Boys, Buns and Babylon

 

A former Metro contributor’s first novel is a darkly comic glimpse into alienated youth and sex tourism.

 

Vacuum-Packed

By Robin Newbold

 

280 pp, trade paper

Published by nightwares Books

 

Reviewed by Daniel Gawthrop, The Nation

 

Given the mountain of expat novels that paint Thailand as exotic sex paradise, you’d think Bangkok’s throbbing gay subculture would figure in at least some of them.

But other than Peter Jackson’s The Intrinsic Quality of Skin (Floating Lotus, 1994), an oddly baroque tale of a gay Australian who thinks he’s a Thai man trapped in a white man’s body, there’s been nothing until this small press offering from Robin Newbold.

Full disclosure: Newbold is a personal friend, and I’m singled out for “honourable mention” in the credits (for moral support and shared bar tabs at Balcony). That said, bias shouldn’t be a problem here. Based on the brief synopsis I read before Vacuum Packed was published, without having seen the manuscript, I found little reason to be optimistic.

This was not because Newbold, a 33-year-old British freelance journalist and former contributing editor at Metro, had never published fiction. It was more a question of whether readers could sustain interest in the book’s two 20-something protagonists: Jamie, a vacuous disco bunny with the attention span of a squirrel, and Craig, the lover he dumps after discovering he’s HIV-positive. What could one learn from the self-absorbed musings of such post-literate, designer drug-popping slackers?

A fair bit, it turns out. Newbold, who has obviously read his P.P. Hartnett and Bret Easton Ellis, describes the emptiness of pop culture and the wreckage of lost young lives with a world-weary cynicism that can sting with its bite:

 

According to Attitude if someone held your stare for over twelve seconds it meant they wanted you and Jamie calculated the guy had held his gaze for at least fifteen seconds last visit. He normally relied on such pop psychology as gospel and certainly hoped it was true as he was desperate for some ‘boy on boy action’, as it was so charmingly termed in the pink press.

 

In alternating chapters, we get the story of Craig, who travels to Thailand to rediscover the meaning of life post-diagnosis, and Jamie, who stays in London to seek fame and fortune as a pop star while avoiding his homophobic father and abused mother.

When the book begins, the young men are social equals. But as their stories progress, Jamie and Craig assume opposite roles in the same exploitation dynamic: Craig, as white tourist patron of handsome young Thai boys, and Jamie, as submissive boytoy of the creepy older English men, including a porn producer, who use him.
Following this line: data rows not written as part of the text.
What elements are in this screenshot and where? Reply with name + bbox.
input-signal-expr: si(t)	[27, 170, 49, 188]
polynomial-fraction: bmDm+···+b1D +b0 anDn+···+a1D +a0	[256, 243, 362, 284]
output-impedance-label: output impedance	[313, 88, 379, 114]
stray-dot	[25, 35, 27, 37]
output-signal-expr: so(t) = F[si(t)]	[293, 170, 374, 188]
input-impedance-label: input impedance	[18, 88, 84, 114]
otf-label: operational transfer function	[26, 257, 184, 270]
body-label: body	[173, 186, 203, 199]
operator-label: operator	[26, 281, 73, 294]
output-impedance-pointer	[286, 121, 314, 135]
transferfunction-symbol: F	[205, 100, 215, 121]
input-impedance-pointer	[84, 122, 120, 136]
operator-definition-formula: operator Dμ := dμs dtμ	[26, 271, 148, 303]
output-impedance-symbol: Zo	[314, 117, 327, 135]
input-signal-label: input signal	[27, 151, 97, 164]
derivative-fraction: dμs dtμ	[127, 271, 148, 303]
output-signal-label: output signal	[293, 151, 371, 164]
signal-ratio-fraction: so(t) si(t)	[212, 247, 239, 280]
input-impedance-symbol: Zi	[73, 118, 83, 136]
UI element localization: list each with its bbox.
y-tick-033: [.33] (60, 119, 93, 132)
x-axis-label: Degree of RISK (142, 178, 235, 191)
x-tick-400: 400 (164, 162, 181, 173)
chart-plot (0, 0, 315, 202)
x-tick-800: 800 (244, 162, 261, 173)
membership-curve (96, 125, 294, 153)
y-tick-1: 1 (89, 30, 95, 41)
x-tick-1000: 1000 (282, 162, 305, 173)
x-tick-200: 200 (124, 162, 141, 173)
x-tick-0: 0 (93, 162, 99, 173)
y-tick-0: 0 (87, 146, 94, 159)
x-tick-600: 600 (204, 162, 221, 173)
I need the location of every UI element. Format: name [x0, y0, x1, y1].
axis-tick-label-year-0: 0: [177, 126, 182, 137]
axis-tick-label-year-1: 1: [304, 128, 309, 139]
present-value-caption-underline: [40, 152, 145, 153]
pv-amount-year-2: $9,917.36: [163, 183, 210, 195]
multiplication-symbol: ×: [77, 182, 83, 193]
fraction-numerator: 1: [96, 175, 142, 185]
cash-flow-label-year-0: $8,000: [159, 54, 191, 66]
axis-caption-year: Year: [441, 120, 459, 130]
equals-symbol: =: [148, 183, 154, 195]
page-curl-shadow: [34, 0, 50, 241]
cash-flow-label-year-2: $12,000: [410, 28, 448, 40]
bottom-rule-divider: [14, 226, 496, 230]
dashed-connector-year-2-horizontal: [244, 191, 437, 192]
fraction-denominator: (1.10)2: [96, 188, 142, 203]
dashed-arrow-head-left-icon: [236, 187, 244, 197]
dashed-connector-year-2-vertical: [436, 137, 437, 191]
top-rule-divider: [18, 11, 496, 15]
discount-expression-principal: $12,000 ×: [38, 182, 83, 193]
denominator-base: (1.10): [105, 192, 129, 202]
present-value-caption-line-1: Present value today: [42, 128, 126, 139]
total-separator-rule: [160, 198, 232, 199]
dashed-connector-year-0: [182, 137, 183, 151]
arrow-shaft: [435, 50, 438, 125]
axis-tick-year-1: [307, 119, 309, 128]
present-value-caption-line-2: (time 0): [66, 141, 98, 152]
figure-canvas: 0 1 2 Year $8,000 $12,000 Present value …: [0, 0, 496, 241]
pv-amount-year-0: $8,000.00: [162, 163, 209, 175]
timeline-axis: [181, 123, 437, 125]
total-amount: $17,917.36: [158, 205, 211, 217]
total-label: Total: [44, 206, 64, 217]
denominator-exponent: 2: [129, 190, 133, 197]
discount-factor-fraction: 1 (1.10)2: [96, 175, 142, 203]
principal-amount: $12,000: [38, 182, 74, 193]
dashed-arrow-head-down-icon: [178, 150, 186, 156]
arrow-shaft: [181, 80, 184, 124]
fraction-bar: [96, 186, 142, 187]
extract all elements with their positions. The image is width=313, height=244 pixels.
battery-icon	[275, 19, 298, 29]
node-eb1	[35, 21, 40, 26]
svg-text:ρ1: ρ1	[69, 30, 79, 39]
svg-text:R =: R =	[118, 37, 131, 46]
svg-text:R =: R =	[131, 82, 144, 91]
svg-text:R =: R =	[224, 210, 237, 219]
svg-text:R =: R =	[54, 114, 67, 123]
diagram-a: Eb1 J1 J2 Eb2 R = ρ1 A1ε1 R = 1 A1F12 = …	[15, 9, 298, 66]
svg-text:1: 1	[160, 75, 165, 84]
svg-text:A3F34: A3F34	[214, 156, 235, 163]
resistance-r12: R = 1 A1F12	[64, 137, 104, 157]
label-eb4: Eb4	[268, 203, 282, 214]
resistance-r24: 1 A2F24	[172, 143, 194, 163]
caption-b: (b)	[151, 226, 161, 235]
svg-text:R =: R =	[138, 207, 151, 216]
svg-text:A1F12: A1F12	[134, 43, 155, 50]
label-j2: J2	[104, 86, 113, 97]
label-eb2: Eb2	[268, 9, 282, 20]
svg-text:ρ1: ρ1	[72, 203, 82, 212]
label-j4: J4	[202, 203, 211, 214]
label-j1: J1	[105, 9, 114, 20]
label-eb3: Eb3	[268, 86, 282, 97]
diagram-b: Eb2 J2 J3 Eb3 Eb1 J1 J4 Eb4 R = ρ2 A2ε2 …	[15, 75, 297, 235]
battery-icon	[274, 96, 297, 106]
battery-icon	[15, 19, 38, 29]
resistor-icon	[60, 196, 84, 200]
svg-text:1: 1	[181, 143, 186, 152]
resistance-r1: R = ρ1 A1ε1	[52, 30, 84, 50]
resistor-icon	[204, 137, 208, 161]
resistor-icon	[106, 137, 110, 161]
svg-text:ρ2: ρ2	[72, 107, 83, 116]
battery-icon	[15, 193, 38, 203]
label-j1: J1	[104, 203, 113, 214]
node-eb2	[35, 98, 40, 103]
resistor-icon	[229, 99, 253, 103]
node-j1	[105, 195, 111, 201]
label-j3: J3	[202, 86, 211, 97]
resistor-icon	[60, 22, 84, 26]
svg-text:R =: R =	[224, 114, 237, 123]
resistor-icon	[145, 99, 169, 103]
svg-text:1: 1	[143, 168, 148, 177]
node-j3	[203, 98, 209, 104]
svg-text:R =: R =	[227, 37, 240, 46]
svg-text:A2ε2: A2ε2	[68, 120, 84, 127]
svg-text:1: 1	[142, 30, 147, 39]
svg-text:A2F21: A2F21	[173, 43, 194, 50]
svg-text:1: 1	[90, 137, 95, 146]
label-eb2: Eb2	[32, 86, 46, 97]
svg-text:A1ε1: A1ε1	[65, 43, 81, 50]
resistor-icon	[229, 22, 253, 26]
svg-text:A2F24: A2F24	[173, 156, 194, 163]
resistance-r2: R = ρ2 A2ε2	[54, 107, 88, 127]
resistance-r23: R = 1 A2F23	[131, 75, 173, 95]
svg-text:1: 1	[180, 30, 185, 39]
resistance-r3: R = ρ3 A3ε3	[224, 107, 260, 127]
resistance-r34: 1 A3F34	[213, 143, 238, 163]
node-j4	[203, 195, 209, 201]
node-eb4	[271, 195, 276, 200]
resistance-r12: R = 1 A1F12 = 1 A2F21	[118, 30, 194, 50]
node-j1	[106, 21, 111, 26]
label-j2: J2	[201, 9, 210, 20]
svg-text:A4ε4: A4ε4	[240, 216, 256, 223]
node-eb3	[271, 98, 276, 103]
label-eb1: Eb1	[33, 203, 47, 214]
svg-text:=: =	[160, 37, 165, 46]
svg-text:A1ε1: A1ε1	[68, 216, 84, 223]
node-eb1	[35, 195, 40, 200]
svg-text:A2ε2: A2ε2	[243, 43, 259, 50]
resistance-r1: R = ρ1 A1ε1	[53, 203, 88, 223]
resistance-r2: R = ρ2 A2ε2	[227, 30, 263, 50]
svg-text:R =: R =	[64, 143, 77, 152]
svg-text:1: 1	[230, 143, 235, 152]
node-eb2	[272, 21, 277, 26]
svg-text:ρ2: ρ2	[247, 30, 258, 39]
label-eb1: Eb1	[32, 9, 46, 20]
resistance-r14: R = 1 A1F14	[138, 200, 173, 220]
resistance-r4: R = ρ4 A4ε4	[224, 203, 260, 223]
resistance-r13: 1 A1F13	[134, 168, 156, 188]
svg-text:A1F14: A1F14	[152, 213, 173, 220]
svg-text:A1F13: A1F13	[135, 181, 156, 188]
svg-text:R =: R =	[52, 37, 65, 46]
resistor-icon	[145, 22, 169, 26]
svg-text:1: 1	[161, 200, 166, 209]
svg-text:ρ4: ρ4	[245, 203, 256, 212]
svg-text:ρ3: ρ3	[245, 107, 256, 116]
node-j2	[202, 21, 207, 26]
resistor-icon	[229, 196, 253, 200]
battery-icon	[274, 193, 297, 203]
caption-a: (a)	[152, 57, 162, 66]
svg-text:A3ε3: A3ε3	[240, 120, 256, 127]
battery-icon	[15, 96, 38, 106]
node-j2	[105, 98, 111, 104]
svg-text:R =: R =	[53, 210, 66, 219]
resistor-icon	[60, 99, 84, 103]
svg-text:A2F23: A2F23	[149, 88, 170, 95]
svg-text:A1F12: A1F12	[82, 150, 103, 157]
One world, indeed.

The Thai chapters follow Craig’s wanderings through the Silom, Babylon sauna, Pattaya’s Jomtien, et cetera. The sex scenes are well drawn, reflecting the disappointment of hurried, emotionless commercial transaction. While everyone’s guilty of bad behaviour, the Western characters are singled out for well-deserved skewering. Like the American who keeps a harem of teenaged Thai freelancers at his hotel:

 

Craig was confronted with several badly dressed, skinny boys shivering in the icy air-conditioned room. They looked so timid and out of place with the bold and extravagant furnishings and fittings. The huddle nervously slurped beer and tried to blend into the background, their chatter obliterated by MTV…

 

Vacuum Packed is not without flaws. Jamie and Craig’s relationship is treated as a mere detail; a little more plot reference to their time together might have added layers of depth. A misspelling or two (“hoards” instead of “hordes” for crowds) escaped the editor’s notice, and Newbold’s fondness for adverbs occasionally grates.

But these are minor quibbles in a first novel that reveals a surprisingly confident voice and an instinct for good storytelling—a fact that bodes well for a second novel.

 

Daniel Gawthrop, a former Nation subeditor and reviewer, writes from Vancouver.